What are the Pentagon Papers? From News Hour Classroom's Journalism in Action: The Pentagon Papers was a seven-thousand-page classified report on the history of the Vietnam War that analyst Daniel Ellsberg worked on for the Department of Defense under Secretary of Defense Robert S. McNamara. Ellsberg believed the war was unethical and unwinnable. The Nixon administration brought espionage charges against Ellsberg and his codefendant, Anthony Russo, after they gave secret copies of the Pentagon Papers to the New York Times and the Washington Post. Both men were cleared of the charges.
Caption: Clip of radio interview with Daniel Ellsberg in 1977 with WYSO Public Radio. Courtesy Digital Audio Archives at WYSO Public Radio in Yellow Springs, Ohio. Permission has been granted for educational purposes only, courtesy of WYSO via American Archive of Public Broadcasting (WGBH and Library of Congress).
Next read what Robert McNamara, secretary of defense (1961-1968) during the Vietnam War, said to President Lyndon B. Johnson in 1963, early on in the war.
“374. Memorandum From the Secretary of Defense (McNamara) to President Johnson.” Edited for the purpose of this activity. Dec. 21, 1963. Permission has been granted for educational purposes only, courtesy of the Office of the Historian/US State Department
NOW
According to a 2021 interview with The Guardian, "Ellsberg [continued] to champion Manning, Assange, Snowden and others charged under the Espionage Act. The climate, he warns, has become more restrictive and punitive than the one he faced 50 years ago."
"The whistleblowers have much less protection now," Ellsberg told the Guardian, "[President Barack] Obama brought eight or nine or even 10 cases, depending on who you count, in two terms, and then Trump brought eight cases in one term. So sources are much more in danger of prosecution than they were before me and even after me for 30 years.”
- Watch 40 Years After Leak, Weighing the Impact of the Pentagon Papers below to learn more about the significance of the leaks with historian Michael Beschloss and journalist Sanford Ungar.
- Watch the new PBS documentary Becoming Katharine Graham, and why she took great risks to publish the Pentagon Papers in the Washington Post.
Credit: PBS News Hour screenshot
Discussion questions:
- After listening to the radio broadcast, what were Daniel Ellsberg’s reasons for leaking the Pentagon Papers to the press?
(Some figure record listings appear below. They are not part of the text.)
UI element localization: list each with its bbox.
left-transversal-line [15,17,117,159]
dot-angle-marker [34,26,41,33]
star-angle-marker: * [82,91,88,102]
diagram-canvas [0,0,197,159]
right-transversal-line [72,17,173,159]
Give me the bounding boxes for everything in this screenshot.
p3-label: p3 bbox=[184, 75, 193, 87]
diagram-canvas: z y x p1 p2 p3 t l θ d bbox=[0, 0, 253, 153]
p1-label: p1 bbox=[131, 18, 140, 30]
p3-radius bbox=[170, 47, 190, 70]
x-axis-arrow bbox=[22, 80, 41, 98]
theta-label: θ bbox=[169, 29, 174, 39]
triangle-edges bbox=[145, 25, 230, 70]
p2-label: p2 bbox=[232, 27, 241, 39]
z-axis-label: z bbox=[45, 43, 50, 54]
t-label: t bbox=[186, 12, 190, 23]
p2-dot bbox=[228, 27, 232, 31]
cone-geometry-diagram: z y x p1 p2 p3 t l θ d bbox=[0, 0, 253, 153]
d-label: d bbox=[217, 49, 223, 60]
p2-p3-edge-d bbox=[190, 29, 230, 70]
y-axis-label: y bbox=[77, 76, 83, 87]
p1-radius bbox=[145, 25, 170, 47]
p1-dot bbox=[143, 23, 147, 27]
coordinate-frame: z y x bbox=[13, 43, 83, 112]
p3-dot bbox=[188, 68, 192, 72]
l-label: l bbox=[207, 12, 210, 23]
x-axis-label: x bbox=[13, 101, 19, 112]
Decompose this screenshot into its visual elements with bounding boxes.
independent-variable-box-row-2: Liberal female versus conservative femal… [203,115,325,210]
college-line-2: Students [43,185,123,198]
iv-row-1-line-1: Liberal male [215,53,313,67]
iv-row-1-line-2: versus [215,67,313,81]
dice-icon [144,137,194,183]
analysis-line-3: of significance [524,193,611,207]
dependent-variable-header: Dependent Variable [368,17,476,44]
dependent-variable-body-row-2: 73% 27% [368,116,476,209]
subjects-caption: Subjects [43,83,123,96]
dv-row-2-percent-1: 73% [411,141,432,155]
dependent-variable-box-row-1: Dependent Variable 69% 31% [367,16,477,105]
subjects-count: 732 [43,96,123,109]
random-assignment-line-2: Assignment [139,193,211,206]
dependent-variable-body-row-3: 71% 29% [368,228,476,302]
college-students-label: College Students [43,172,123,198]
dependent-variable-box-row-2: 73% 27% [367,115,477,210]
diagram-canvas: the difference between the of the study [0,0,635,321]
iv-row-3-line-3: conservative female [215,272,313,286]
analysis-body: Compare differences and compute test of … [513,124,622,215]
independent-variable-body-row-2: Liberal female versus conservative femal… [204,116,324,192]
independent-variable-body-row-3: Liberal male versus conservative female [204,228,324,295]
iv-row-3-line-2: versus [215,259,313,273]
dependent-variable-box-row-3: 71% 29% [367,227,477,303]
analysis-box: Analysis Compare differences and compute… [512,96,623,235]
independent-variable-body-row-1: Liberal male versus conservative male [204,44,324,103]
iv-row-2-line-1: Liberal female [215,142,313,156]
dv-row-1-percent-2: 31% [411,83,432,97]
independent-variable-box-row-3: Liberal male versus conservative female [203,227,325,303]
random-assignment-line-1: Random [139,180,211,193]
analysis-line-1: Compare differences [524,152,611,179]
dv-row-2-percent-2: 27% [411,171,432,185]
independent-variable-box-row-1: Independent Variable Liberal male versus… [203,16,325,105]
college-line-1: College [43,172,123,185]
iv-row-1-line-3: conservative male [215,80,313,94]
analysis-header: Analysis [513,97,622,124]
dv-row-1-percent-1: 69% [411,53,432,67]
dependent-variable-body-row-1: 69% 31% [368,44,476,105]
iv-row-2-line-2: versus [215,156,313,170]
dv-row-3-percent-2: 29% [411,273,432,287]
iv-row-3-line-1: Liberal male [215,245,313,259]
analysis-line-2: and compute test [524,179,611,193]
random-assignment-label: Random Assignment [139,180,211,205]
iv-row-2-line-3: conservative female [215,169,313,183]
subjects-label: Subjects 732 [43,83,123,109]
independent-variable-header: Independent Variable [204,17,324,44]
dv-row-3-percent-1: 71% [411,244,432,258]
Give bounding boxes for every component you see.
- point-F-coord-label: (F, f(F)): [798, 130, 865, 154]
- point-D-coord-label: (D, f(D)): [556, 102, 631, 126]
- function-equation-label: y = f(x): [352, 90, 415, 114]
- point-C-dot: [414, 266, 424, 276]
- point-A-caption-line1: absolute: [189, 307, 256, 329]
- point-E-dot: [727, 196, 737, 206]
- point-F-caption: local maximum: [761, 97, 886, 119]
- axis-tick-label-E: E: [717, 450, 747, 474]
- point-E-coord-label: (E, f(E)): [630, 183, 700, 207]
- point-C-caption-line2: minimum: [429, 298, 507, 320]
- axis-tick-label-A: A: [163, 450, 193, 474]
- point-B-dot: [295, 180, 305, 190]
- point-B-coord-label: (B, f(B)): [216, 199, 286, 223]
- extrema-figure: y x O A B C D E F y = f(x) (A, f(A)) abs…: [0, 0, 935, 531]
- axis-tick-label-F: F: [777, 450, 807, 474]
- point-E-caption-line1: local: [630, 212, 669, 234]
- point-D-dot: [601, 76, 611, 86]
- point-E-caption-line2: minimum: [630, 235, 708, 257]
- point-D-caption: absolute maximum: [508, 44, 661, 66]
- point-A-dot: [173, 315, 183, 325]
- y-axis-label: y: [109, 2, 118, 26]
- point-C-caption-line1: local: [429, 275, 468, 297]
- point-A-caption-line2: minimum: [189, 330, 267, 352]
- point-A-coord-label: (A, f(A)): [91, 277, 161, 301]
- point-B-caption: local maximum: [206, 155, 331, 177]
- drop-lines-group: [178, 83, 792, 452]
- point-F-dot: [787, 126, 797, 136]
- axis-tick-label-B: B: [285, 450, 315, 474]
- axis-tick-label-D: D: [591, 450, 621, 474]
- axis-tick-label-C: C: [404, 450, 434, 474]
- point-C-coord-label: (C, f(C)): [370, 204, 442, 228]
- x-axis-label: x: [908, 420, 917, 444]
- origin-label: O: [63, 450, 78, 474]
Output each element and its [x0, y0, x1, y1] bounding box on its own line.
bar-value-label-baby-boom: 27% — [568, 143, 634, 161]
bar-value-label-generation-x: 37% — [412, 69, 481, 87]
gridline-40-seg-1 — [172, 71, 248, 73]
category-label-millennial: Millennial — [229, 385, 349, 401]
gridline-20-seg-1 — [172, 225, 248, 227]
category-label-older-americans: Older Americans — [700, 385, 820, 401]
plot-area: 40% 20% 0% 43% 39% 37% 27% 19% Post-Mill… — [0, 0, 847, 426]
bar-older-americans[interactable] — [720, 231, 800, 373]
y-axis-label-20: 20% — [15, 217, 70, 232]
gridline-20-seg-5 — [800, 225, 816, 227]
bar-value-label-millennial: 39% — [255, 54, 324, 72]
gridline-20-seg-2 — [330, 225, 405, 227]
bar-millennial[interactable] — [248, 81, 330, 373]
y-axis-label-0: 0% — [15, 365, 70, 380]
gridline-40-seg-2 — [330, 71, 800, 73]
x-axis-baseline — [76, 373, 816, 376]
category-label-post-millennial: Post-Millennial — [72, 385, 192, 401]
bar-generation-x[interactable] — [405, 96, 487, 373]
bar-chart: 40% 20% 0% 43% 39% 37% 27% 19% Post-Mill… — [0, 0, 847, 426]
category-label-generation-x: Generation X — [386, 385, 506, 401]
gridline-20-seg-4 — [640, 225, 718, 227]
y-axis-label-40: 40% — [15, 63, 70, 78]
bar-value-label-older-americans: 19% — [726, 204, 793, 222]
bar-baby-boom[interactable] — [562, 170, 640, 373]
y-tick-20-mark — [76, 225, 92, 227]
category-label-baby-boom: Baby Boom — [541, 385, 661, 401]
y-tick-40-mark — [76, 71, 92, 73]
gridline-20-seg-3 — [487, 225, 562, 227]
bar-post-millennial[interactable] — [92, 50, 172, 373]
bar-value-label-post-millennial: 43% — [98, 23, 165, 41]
What is your impression of Ellsberg from the interview?
- What did Joe Kent and Daniel Ellsberg have in common regarding their views of the wars taking place at the time they were in the government? How were their situations different?
- What might have been the U.S. government’s reasons for keeping Defense Secretary Robert McNamara's "Vietnam Situation" report secret?
- Have you ever been in a situation in which you had to choose between right and wrong, and it meant facing repercussions--fair or not fair?